Tor's New Anti-Censorship Team: Defending The Open Internet

Photo by John Matychuk on Unsplash
At the non-profit organization level, the Tor Project consists of several teams. The network team works on part of the back-end: the program called tor, network simulators, onion services, etc.; the metrics team collects and publishes Tor network metrics; the applications team maintains Tor Browser and other user-facing applications; the UX team improves user experience across all projects; the community team fosters a healthy community around Tor; OONI maintains a global observation network for detecting censorship, surveillance, and traffic manipulation on the internet; the communications team gets our message out to the world; and the fundraising team rallies people to financially support our vision so we can keep Tor strong for millions around the world.
All of our teams share a common vision: for people around the world to enjoy privacy and freedom online. As censorship has increased around the world and internet freedom has declined, we realized we needed to step up our game to outpace the censors preventing people from enjoying the human right to freedom of expression and access to information on the internet.

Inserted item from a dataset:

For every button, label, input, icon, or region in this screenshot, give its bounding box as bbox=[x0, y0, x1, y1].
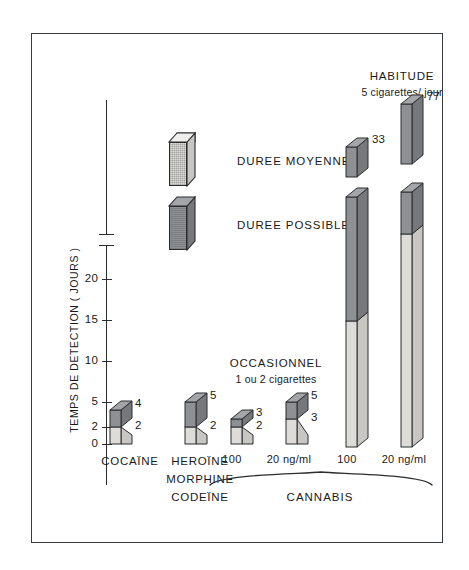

In February, we created a brand new anti-censorship team. This team consists of two software engineers with research backgrounds and a project manager, but there are many other people who contribute to the team’s work—by adding valuable code, insight into past work, infrastructure, and resources. The goal of the anti-censorship team is to understand network censorship and build technology to circumvent it so the Tor network can be accessible to everyone.
To kick things off, we've released a technical report called "Addressing Denial of Service Attacks on Free and Open Communication on the Internet." This report, part of the first project the team engaged in, provides a comprehensive overview of the state of our anti-censorship roadmap. The report outlines recent improvements and open challenges around BridgeDB, GetTor, snowflake, pluggable transports, censorship analysis, and censorship-related user experience.
Are you interested in following the anti-censorship team's work or joining the team? Then check out our wiki page. It has all details regarding our weekly IRC meeting, our public mailing list, and the software projects we maintain.
We are determined to make privacy and freedom online accessible to all, and we hope you’ll join us. If you’re unable to volunteer, your donation can help us tackle this critical challenge.
Under 4.6.1, I agree that it…
Under 4.6.1, I agree that it would be really interesting to know if China and countries in the Middle East can really detect obfs4 or if a private bridge would escape censorship.
As of June 2019, the GFW is currently not blocking obfs4. A private obfs4 bridge lets you bootstrap a Tor connection in China.
Section 9.1, “Research to…
Section 9.1, “Research to understand whether private bridges actually work in China is also needed,” suggests there is some doubt about this.
There was doubt while we…
There was doubt while we wrote the report but we have since confirmed that obfs4 works. Check out the trac ticket for this: https://bugs.torproject.org/29279#comment:23.
Another proof that obfs4…
Another proof that obfs4 works are with the integration of it in the privacy cryptocurrency $ONION wallet.
https://deeponion.org/community/threads/deeponion-has-integrated-with-o…
Good work, guys. Under 4.5…
Good work, guys.
Under 4.5 Enable Tor Browser to use other circumvention tools, my modest contribution is that video demonstration I mentioned on the mailing list re using ShadowsocksR as a proxy. ShadowsocksR, V2Ray, and Trojan would also fit under the requirements for 6.2 HTTPS proxy: “As a measure against active probing attacks, an HTTPS proxy can run a web server alongside the proxy. When the proper credentials are not presented, the web server serves innocuous content.”
Under 4.6.1, I agree that it would be really interesting to know if China and countries in the Middle East can really detect obfs4 or if a private bridge would escape censorship.
Also agree under 4.6.2 that ESNI, when combined with DNS over HTTPS, looks like it could change the whole censorship circumvention landscape.